Church has become a place where we go to “get fed,” which is a phrase I despise. It says that I’m coming to church because I need somebody to give me something. I’m arriving on Sunday morning or Saturday night or Thursday or whatever cool day church gathers now because I need someone to meet my spiritual needs and teach me about God. But that’s not why we go to church…or at least it shouldn’t be. We go to church and gather corporately to offer God worship. We come together to bring him glory and honor and praise. You should “eat” before you come.

But then, I think that’s one thing many people either forgot how to do or either never really knew in the first place. We rely so heavily on pastors and Bible teachers that we’ve let ourselves get lazy with scripture. I heard a friend once say, well I’m no Bible scholar and to that I say, you don’t need to be. That’s just an excuse the enemy gives us to not have to study the scriptures for ourselves. You don’t need to be a scholar, you just need to be a lover of the scripture and a seeker of God’s heart.

“Where is the repentance?”

Maybe God has been using this time to call out his Church. Not little “c” church, but big “C” Church. The Church. Maybe God has been using this as a time of sifting. Maybe God hasn’t been calling us to fight, to protest, and to shout. Maybe he’s not calling us to scrape and scramble to maintain church as we’ve always done it. Maybe God has been calling us to our knees.

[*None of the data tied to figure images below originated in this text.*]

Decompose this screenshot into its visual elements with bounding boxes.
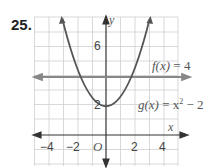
x-axis-right-arrow-icon (180, 132, 188, 138)
y-axis-label: y (108, 13, 115, 27)
f-right-arrow-icon (182, 74, 190, 80)
graph: −4 −2 2 4 2 6 O y x f(x) = 4 g(x) = x2 −… (0, 0, 224, 168)
x-tick-neg4: −4 (40, 140, 54, 154)
y-tick-6: 6 (94, 39, 101, 53)
y-axis-down-arrow-icon (103, 159, 109, 167)
x-axis-label: x (167, 120, 174, 134)
x-tick-2: 2 (131, 140, 138, 154)
g-function-label: g(x) = x2 − 2 (138, 97, 204, 112)
f-function-label: f(x) = 4 (152, 58, 191, 73)
f-left-arrow-icon (34, 74, 42, 80)
y-tick-2: 2 (94, 98, 101, 112)
x-tick-neg2: −2 (66, 140, 80, 154)
f-line (34, 74, 190, 80)
x-tick-4: 4 (159, 140, 166, 154)
origin-label: O (93, 139, 103, 154)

Maybe we’ve had freedoms afforded to us that have made living the Christian life easy and we’ve become accustomed to that. But it wasn’t ever meant to be easy. Because we live in a country that is free, we fully well expect to be able to just waltz through the doors of a church anytime we desire and we’ve come to take that for granted. We don’t show up with our hearts prepared for worship. We don’t come bowed low, humbled before an Almighty God, but rather stubborn, arms crossed during worship, waiting for someone to give us something, waiting to be served.

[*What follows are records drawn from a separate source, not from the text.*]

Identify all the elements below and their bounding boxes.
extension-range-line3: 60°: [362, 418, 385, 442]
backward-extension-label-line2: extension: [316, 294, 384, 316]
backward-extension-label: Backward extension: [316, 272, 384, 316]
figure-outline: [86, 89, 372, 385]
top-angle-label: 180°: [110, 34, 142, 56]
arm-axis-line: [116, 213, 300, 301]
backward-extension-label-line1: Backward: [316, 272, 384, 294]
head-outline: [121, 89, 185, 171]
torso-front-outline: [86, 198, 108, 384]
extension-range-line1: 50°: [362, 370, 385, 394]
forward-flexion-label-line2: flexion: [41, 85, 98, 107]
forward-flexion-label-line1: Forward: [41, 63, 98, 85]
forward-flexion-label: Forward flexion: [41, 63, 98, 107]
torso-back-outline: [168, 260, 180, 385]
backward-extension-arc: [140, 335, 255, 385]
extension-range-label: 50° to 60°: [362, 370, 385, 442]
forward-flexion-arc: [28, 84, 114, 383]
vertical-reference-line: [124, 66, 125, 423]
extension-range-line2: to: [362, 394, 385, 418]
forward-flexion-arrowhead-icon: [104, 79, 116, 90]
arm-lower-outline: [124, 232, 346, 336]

Maybe we’ve forgotten what it looks like to really seek the heart of God. Maybe we’ve been doing things a certain way for so long that we haven’t thought to ask God if we’re even going in the right direction. Maybe God’s desire for us is so far removed from what church staffs spend hours planning and creating for the masses that we’re missing the mark completely.

As my husband put it this morning, we have become receivers instead of givers. We’ve come to expect God to prosper us, to heal us, to speak to us…to fit into our parameters of who He is. We’ve become so familiar with God that we’ve lost our reverence of Him. We march willfully into His presence when we should on our faces.

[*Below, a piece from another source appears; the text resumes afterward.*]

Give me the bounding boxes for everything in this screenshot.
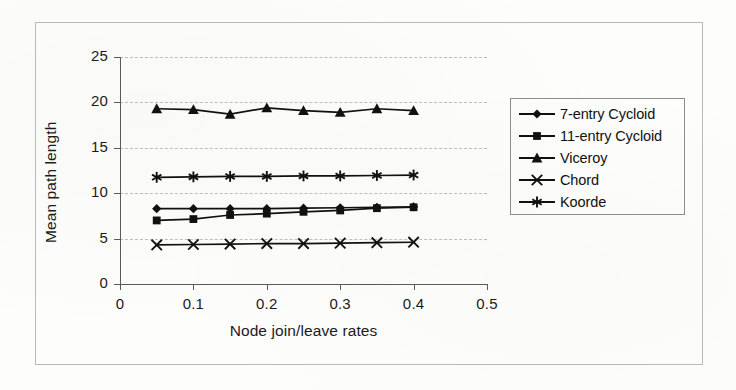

Maybe God has been using this time to wake us up. To throw cold water into the face of all those familiarities and expectations.

Maybe God has been using this time as a mirror for us to see ourselves as we are. Have we been looking? And is the reflection we see looking back at us truly a picture of what God has called his Church to be or are we just dancing around a golden calf? Are we a church that is holding on with a death grip to the way things have always been, the way WE think they should be? Or are we a Church that is so fervently seeking God’s heart that we are desperate to humble ourselves and repent for all the ways we’ve chosen ourselves over God?

Are we willing to consider that maybe, just maybe, this isn’t an attack on our churches, but rather a shaking and a sifting meant to bring us to our knees in repentance? Maybe God is using this time to strip away the easy Christianity we’ve so enjoyed. To cut off the branches of “self”. To open our eyes wide to all the idols we have been serving.

Maybe God has been using this to ready us for what is ahead. Will we be ready?

One thought on “Where is the repentance?

  1. Nick says:

    This is so refreshing to read… thank you! Thank you for getting it and writing so well about it. Big respect to you and your husband. Come, Lord Jesus!